In Stand 10.B44Cobalt Digital will demonstrate its Indigo SMPTE ST 2110-compliant solution on an openGear card, offering support for native 4K video and audio processing. The company will also highlight a new version of its SafeLink Gateway as a virtual machine; and a higher density solution of the company’s (license-based) quad-channel 3G-SDI bridge to Dante audio networking. SafeLink reliably transports any audio and video content over the Internet with low latency.

“We’ve been developing new features for SafeLink all along, but our customers asked us to design a software version in addition to the PC-based hardware solutions,” said Suzana Brady, Senior Vice President for worldwide sales and marketing at Cobalt.

Using Reliable Internet Streaming Transport (RIST) - a low latency protocol, SafeLink serves as a secure pipeline that ensures video is transported safely even in live production environments that may experience network delay. The lightweight software version can live on most computers or on Cobalt’s openGear OG-PC-x86-A product. Control is managed with DashBoard, a free application that handles control and monitoring for all openGear broadcast products.

SafeLink supports up to 8 streams that in turn can be sent to 8 destinations for a potential of transporting content to 64 destinations.

Over in Stand 10.A10, Lynx Technik AG will bring its wide array of image processing products to the show. Among them is a new addition to the company’s yellowbrik line of image processing modules: the yellowbrik IDC 1411. This is an Instant Dialogue Cleaner module designed to isolate speech and dialogue by removing complex background noises in live broadcasts or recorded audio.

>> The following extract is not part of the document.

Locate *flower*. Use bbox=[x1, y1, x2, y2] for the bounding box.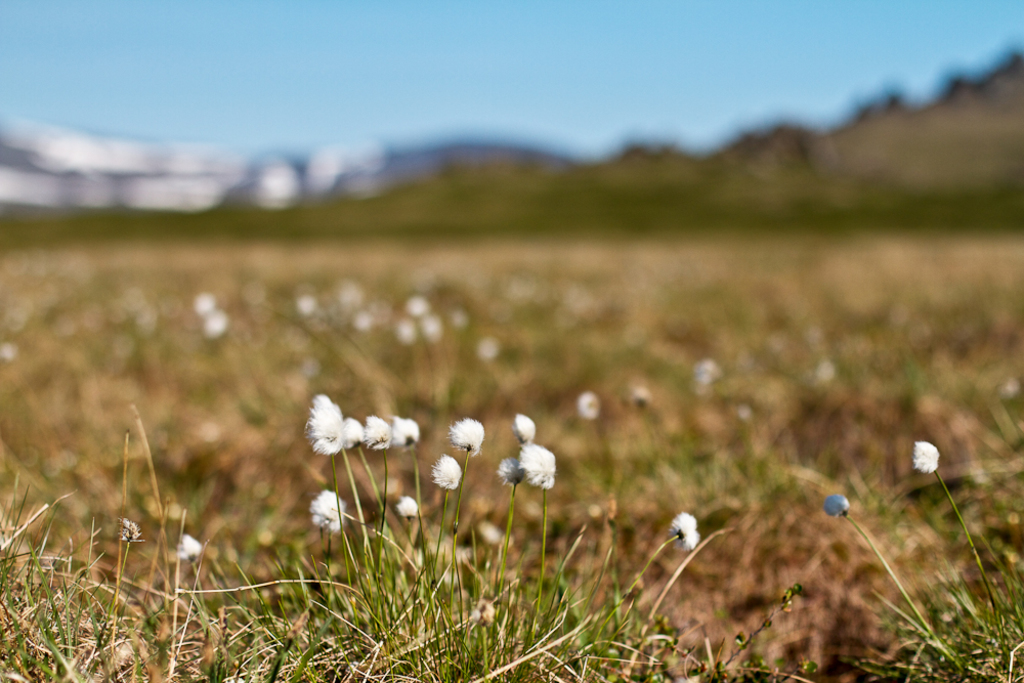
bbox=[444, 409, 482, 457].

Applications include commentators reporting from noisy stadiums, news journalists in outdoor settings, pre-staging for speech recognition and automatic subtitle generation, as well as general speech clarity improvements for dedicated enhanced dialogue audio channels for the hearing-impaired.

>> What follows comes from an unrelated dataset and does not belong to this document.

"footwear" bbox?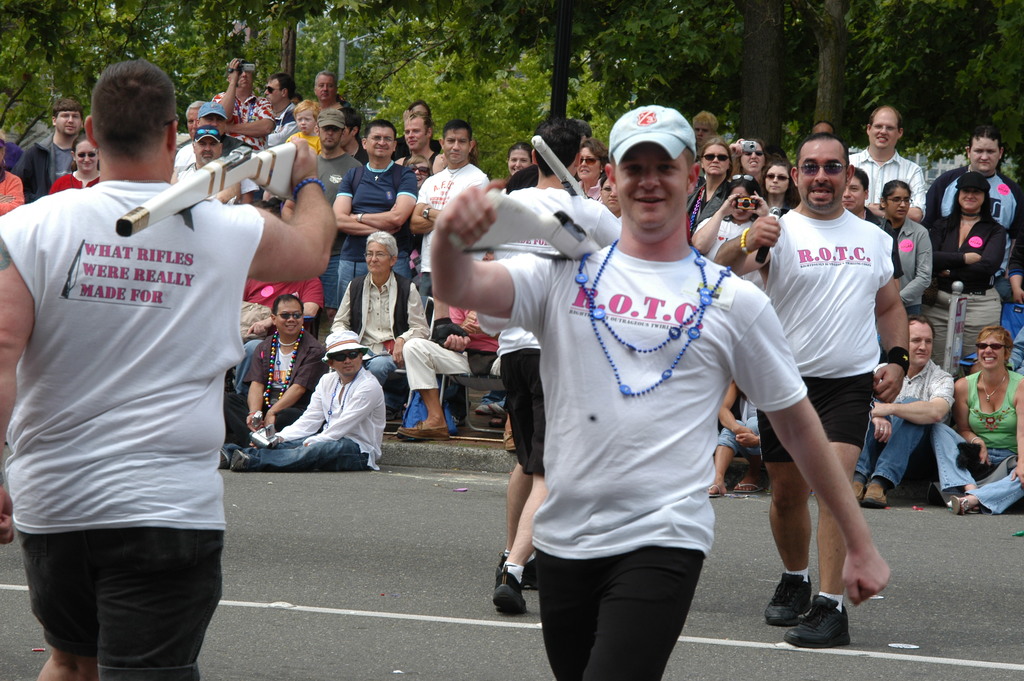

The IDC 1411 incorporates Deep Neural Networks (DNN) AI technology from Audionamix and resolves many audio challenges that arise in broadcast and professional AV environments. With the help of this technology, the IDC 1411 analyses SDI embedded or unbalanced AES audio and removes (in real-time) background noises e.g., road and air traffic, nature sounds, music and other ambient noises. This audio cleaning process separates the dialogue and speech from the noises, providing a crisp audio signal that enhances and highlights the spoken word.

Also on the stand will be the new greenMachine HDR EVIE+ Constellation, a segmented frame-by-frame broadcast-quality HDR-to-SDR converter with frame sync and metadata processing that supports all HDR formats up to 4K/UHD. EVIE+, (for Enhanced Video Image Engine), is a real-time sectional, dynamic tone-mapping technique that analyses 144 segments of each frame of an HDR image and applies appropriate contrast and color adjustments frame by frame to provide colorful and realistic visuals for the SDR viewer. The greenMachine HDR EVIE+ Constellation is a tool for dealing with dynamic ranges and color gamuts, providing viewers of the broadcast SDR with the majority of the detail from the live or recorded HDR content.

Something For Everyone

Many will say that in order to deliver a good customer experience on a cellphone, you have to start with a high quality signal at the front end and high quality signal processing in between. At IBC, the exhibit floor will be full of practical and cost-effective products to do just that. Careful consideration should be given to your business model and what you are trying to accomplish.